Morgan leaves part of herself in the arena, just like Tony had.
But she comes home, and over time, she mends.
Just like Tony had.
They understand each other in a way they hadn't been able to before her reaping. Tony holds Morgan when she wakes up from nightmares, helps her out of panic attacks, teaches her to write with her non-dominant hand. Morgan gives him tissues when he cries after flashbacks and talks him down from every mental cliff he manages to get himself onto.
Pepper holds them both together. She is, in essence, the glue of their family. The only thing keeping them rooted to the ground.
They aren't a perfect family- damaged, terrified, hurting- but they are, in the end, whole.
That's the only thing that matters, right?
At least they feel pretty whole right now.
Tony sits up on the couch, blinks the sleep out of his eyes, and glances over to look at his wife and daughter. They're asleep on the other end of their Capitol-issued L-shaped sofa, Morgan nestled under Pepper's chin, identical expressions of peace on their faces.
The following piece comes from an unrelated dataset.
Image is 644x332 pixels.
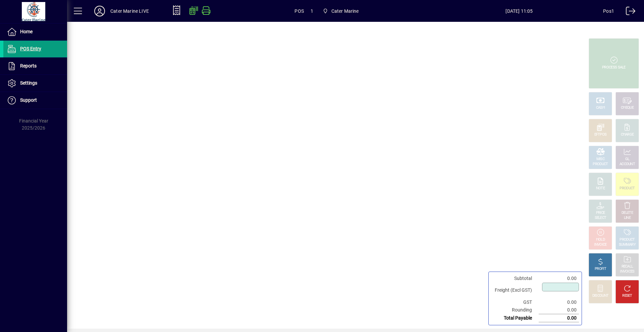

They look so much alike- Morgan has Pepper's facial structure and birdlike, tall build. She'd gotten Tony's hair, eyes, and skin tone, but in the end she looks the most like her mother.
She's twenty-three now. Twenty-three, and Tony's baby. His beloved, broken baby.
This is the first dreamless sleep she's had in a while. He needs to make sure nothing interrupts it.
They don't move for what seems like hours- the sedentary lifestyle tends to take over those who haven't ever been exposed- and Tony is perfectly happy to sit and wait it out. These are fleeting moments, rarely caught and even more rarely enjoyed.
The reaping announcement is scheduled to start in a few minutes and Tony, even though he knows they'll kill him when they wake up, isn't planning on waking up his wife or daughter. They don't need to see this, and if they ask later, he can give them his own watered-down version of whatever happens. They've been through enough, dealt with enough, watched this enough.
He can take it for all of them. No problem, no stress.
It'll be easier this way, Tony tells himself. It probably won't. Does that really matter, though?
The consequences of his actions are for him to deal with and him alone. Morgan and Pepper don't need to have a part in this.
Like it knows what he's thinking of, the Capitol seal blurs into being on the screen of their television set. The raw feeling of anger that fills his chest, hot and burning, is familiar- he feels it every time the people who did this to him are mentioned.
The Grandmaster, clad in blue-paint makeup, is the first to appear on the screen. Tony's been watching him since he was young, after he had replaced Flickerman, and he hates him. Thanos' first cowardly lackey, right up there in the front runners for gamespeople, and the second person on Tony's list of people to shoot.
His very personality is grating. Tony wants to wipe that smug grin off of his face.
"Good evening, everyone, and welcome to the pre-reaping announcements for the third Quarter Quell!" God, Tony despises his voice. "We're looking forward to a very eventful year, full of twists and turns and- hopefully- blood!" Sick bastard, like this stuff doesn't kill people and destroy families. Tony's met some of the other victors- the younger ones from the most bloody games- and he knows that he was lucky to get his year, to avoid the worst. The Games have gotten worse and worse over the last decade and, if Tony's impressions of the kid victors is accurate, they're all messed up in the head.
He listens, brooding, as the Grandmaster announces the lowering of the age requirements- they're sending babies in, dear God- and goes on and on about how excited he is. Like these aren't death traps. Like they aren't killing kids.
And then he gets into the Quell announcements and Tony almost passes out, because he can't catch every word without wanting to actually die. Reaping victors. Reaping victors. Reaping victors.
They've managed to lower the age requirements and bring the most deadly killers into the arena all together in one Games announcement. The kids' life expectancies are dropping as Tony's heartbeat elevates, because there are three District Eight Victors.
Tony and Morgan are two of them.
And Morgan is not going back into that arena.